Col. Aboagye further observed that following its withdrawal from Niger, the U.S. has adopted a decentralised military posture across several West African countries, including Ghana, Benin, Côte d’Ivoire and Chad.
He warned that Africa is increasingly “outsourcing” its security to external powers whose strategies may not align with the continent’s long-term peace and stability. He stressed that the concept of regional security must not be used to undermine African sovereignty under the guise of protecting lives, describing this as a critical challenge for the African Union.
The retired colonel pointed to a growing geopolitical vacuum caused by regional fragmentation, particularly the divide between the African Union and the Alliance of Sahel States (AES).

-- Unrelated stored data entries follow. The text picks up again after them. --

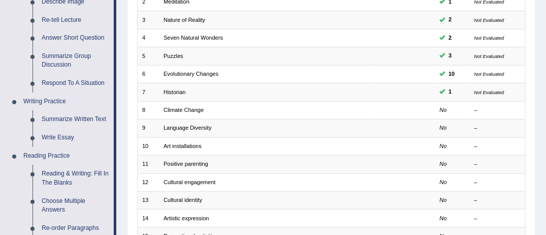 This screenshot has height=235, width=546. I want to click on td: 6, so click(148, 74).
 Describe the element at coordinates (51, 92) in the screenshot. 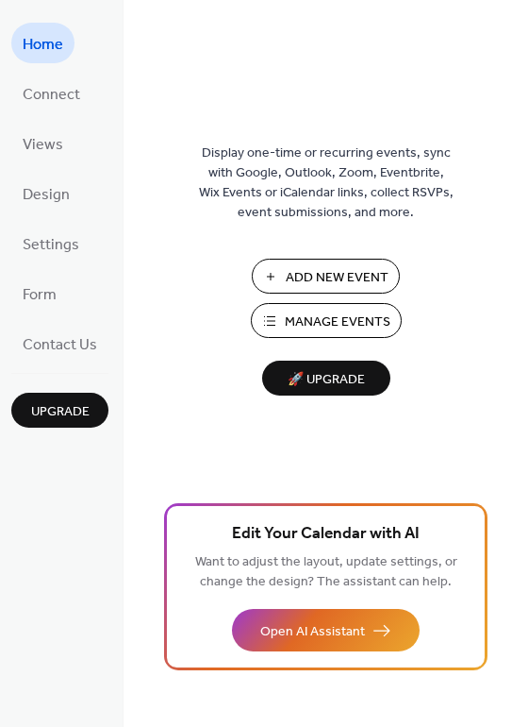

I see `a: Connect` at that location.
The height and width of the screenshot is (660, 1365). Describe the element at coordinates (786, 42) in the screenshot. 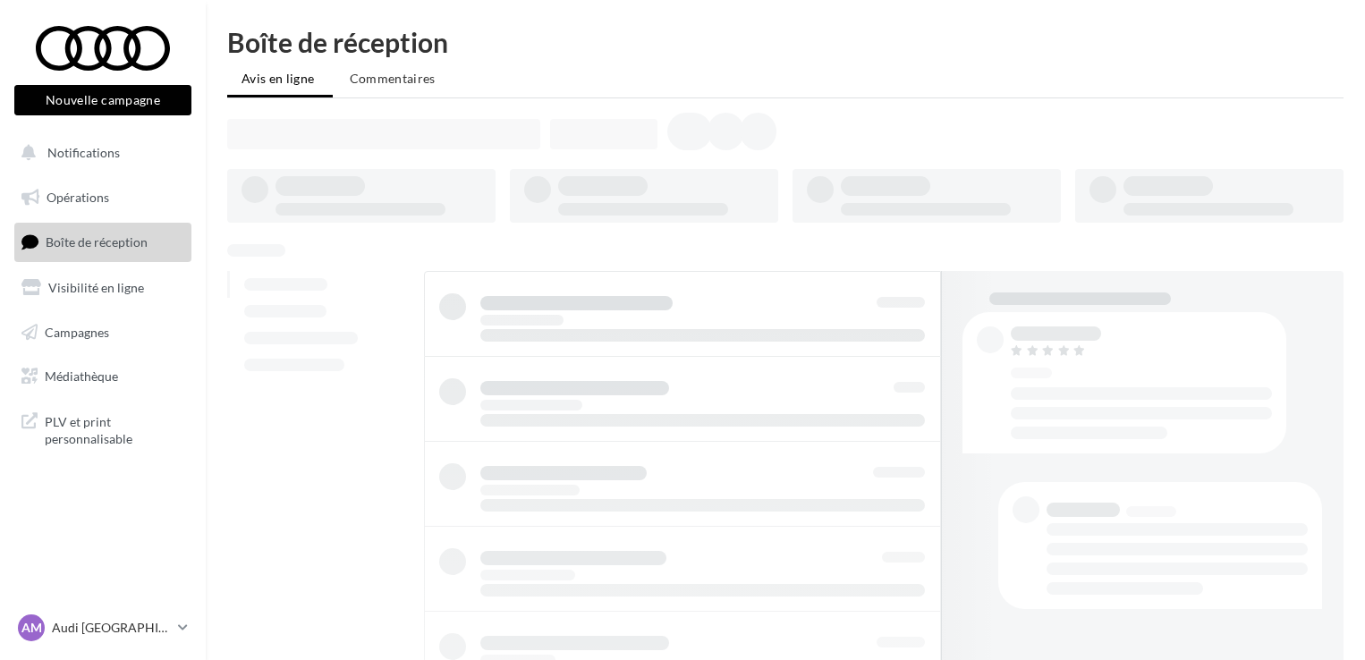

I see `div: Boîte de réception` at that location.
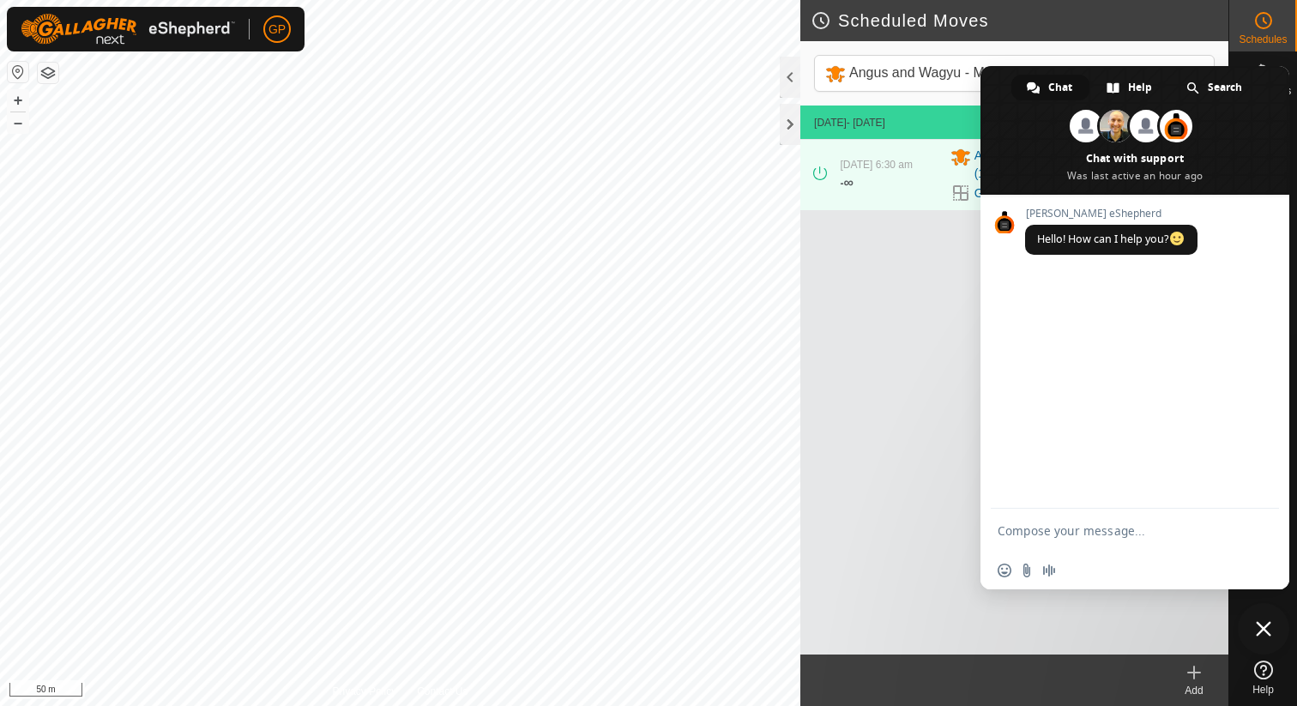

To address the situation, Col. Aboagye proposed five key policy measures for the African Union Peace and Security Council. These include requiring foreign powers to notify the AU of any military strikes within 24 to 72 hours, mandating independent African-led security analysis, regulating foreign drone operations through a continental policy, fast-tracking the African Standby Force with counterterrorism capabilities, and initiating dialogue to re-engage AES member states without political conditions.
He, however, acknowledged significant challenges to these proposals, including decades of underfunding of the African Standby Force and the lack of enforcement mechanisms to compel major powers to comply with AU directives. Despite this, he maintained that the measures remain necessary to prevent coastal states from becoming permanent launch pads for external military operations outside a collective AU strategy.
Col. Aboagye concluded that the Sokoto airstrikes have set an important precedent, raising questions about whether African regional institutions can reclaim control over their security architecture or continue to play a secondary role as external actors shape the region’s security future.